This map is featured at: helpisavailable.org.uk
This is the source code for the COVID-19 local support community map, developed by volunteers from Police Rewired and other communities operating through the London College of Political Technologists.
- To get help, visit: helpisavailable.org.uk
- To join the wider crowdsourced community, see: The Coronavirus Tech Handbook
To modify this site:
- First, fork it on GitHub.
- Make modifications.
- Once ready, stage, commit and push to GitHub.
- Submit a pull request with your commit.
You can test by serving the site to yourself on localhost:8000. (The Google Maps referer is set up to allow this.)
- Fork using the github site - there's a fork button.
- Clone your own fork - you can get the url from the clone button on your fork's page.
git clone https://github.com/YOU/YOUR-REPO.git
- Now you can edit the code in your local repo.
NB. This short guide does not include help around using different branches. Branches are an easy way to work on individual features and keep them separate until they're ready to merge. You should read up on them if you'd like to use them. They're not necessary for the simplest work on small repositories.

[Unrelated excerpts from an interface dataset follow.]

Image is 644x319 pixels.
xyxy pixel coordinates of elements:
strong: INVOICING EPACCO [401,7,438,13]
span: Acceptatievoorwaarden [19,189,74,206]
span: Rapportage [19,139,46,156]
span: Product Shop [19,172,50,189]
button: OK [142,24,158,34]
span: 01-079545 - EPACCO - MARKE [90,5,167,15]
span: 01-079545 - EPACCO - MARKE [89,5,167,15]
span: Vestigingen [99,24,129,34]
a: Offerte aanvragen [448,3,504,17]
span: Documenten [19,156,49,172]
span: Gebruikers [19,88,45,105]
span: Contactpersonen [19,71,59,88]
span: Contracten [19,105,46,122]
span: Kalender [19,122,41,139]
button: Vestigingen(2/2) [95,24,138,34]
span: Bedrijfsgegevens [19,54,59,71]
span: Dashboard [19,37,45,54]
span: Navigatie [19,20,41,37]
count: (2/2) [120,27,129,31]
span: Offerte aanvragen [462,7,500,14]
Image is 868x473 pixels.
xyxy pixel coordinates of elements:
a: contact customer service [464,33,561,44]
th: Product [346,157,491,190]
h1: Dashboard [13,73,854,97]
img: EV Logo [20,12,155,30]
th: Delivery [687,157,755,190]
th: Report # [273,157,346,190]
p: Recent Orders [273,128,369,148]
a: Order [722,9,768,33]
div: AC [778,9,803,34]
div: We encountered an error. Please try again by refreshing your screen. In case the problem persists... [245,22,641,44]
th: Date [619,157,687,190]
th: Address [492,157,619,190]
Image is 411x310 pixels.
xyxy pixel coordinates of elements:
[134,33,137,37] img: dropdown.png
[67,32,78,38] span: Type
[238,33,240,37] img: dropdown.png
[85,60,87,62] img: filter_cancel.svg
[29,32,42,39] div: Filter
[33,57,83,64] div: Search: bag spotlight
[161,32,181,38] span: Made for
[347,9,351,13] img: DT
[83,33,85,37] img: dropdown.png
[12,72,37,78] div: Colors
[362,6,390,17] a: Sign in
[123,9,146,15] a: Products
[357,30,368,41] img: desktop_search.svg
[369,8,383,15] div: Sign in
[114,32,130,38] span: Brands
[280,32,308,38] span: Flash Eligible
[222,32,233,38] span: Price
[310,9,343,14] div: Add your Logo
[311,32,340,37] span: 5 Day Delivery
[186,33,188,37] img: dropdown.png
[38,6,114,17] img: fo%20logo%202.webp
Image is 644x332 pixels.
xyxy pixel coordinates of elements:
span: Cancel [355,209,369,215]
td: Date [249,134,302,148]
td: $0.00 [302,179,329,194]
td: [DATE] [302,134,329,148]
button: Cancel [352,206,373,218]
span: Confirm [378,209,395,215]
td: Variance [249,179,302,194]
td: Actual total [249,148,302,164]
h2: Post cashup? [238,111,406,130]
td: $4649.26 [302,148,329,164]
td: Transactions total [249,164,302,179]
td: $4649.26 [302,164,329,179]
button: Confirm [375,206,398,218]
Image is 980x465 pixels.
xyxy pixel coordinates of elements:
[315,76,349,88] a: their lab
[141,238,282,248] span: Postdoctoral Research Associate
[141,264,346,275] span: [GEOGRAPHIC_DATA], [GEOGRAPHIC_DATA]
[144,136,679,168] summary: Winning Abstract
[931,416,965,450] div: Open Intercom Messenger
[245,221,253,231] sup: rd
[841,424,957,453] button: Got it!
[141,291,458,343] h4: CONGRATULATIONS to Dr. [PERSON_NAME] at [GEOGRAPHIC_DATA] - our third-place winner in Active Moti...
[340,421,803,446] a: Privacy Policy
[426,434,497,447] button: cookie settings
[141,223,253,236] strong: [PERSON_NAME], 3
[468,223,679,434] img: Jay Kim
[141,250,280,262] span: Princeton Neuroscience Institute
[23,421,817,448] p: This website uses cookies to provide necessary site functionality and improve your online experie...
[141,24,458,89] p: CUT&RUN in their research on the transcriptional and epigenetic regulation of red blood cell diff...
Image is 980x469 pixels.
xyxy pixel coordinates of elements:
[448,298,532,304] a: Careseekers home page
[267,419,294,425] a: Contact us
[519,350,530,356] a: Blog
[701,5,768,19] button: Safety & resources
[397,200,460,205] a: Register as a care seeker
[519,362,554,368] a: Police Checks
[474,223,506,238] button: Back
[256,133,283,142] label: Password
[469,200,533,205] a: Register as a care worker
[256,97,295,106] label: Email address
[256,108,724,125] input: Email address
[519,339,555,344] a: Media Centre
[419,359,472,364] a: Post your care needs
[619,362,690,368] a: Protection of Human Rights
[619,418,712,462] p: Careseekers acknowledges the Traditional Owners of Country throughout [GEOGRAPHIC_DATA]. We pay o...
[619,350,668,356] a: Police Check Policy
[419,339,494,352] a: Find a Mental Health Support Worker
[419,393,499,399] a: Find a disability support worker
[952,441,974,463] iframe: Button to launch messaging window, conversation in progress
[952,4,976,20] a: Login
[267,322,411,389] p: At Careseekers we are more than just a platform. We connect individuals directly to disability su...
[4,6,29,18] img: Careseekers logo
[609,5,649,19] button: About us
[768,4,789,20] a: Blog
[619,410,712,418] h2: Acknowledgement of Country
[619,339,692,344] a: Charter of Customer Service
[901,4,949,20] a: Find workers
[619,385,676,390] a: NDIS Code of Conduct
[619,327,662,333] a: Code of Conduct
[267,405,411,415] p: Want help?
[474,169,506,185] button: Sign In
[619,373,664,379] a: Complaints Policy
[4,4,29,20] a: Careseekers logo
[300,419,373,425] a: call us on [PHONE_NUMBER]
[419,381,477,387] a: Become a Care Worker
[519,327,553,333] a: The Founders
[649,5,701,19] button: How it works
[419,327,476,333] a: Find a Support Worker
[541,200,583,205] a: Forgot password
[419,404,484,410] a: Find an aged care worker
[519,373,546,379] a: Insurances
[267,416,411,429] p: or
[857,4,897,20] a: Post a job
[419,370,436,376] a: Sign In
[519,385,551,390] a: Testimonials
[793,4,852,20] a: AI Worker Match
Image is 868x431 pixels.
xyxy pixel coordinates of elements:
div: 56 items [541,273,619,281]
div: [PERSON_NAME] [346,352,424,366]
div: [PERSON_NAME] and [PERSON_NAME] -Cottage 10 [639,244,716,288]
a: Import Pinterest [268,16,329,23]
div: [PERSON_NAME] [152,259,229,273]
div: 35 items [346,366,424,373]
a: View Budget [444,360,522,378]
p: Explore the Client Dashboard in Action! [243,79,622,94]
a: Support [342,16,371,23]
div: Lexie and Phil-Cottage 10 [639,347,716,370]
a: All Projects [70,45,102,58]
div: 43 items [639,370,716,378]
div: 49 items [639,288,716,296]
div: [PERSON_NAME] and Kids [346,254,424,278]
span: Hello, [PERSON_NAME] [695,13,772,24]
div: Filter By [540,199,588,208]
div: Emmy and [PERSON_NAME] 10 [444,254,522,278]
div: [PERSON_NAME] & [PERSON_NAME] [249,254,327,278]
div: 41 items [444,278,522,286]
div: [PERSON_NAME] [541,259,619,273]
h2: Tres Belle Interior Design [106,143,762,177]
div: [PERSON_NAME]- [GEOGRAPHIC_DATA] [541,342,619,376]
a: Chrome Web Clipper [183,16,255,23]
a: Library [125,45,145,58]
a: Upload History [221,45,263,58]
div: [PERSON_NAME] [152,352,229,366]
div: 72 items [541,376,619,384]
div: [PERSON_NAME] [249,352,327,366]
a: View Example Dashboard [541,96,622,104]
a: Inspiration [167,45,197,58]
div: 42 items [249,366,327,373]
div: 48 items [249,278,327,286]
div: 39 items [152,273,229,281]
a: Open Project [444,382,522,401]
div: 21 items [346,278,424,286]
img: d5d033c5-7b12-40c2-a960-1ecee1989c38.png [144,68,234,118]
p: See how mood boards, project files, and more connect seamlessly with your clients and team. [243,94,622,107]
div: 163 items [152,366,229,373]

- Once you've made a change, stage the changes:
git add --all
- Now you can create a commit on your fork:
git commit -m "your message about what changed in this commit"
- You can accumulate any number of commits.
- Periodically pull if there's a chance your repository has updated and is ahead of you.
git pull
- When ready, push all the commits you have to your repository.
git push
- Your repository now has all your changes.
- Visit your github repository's page.
- There you'll see a New pull request button.
- Use that to submit a pull request of all your changes.
- Add some comments explaining what you've done and why.
Set up your local repo to have an additional upstream
remote...
See: configuring a remote for a fork
- To view the current remotes for your repository:
git remote -v
- Add ours as an extra remote called
upstream
with:git remote add upstream https://github.com/policerewired/cvth-groups-map.git
To sync, you'll first fetch the upstream remote, and then merge it into your own repository by branch.
See: syncing a fork
These instructions assume you're on the master branch.
- Fetch the upstream:
git fetch upstream
- Merge the upstream master with your local master:
git merge upstream/master
Under OS X, to serve the site to yourself, you can use:
python -m SimpleHTTPServer 8000
If you have Anaconda Python installed, instead use:
python3 -m http.server 8000
The map uses the Google Maps javascript API, with data sourced from this crowdsourced sheet of communities.
jQuery is used to facilitate a quick and dirty call to retrieve the sheet as CSV. The jQuery-csv plugin is then used to construct objects from the CSV data, which are then plotted to the map as markers.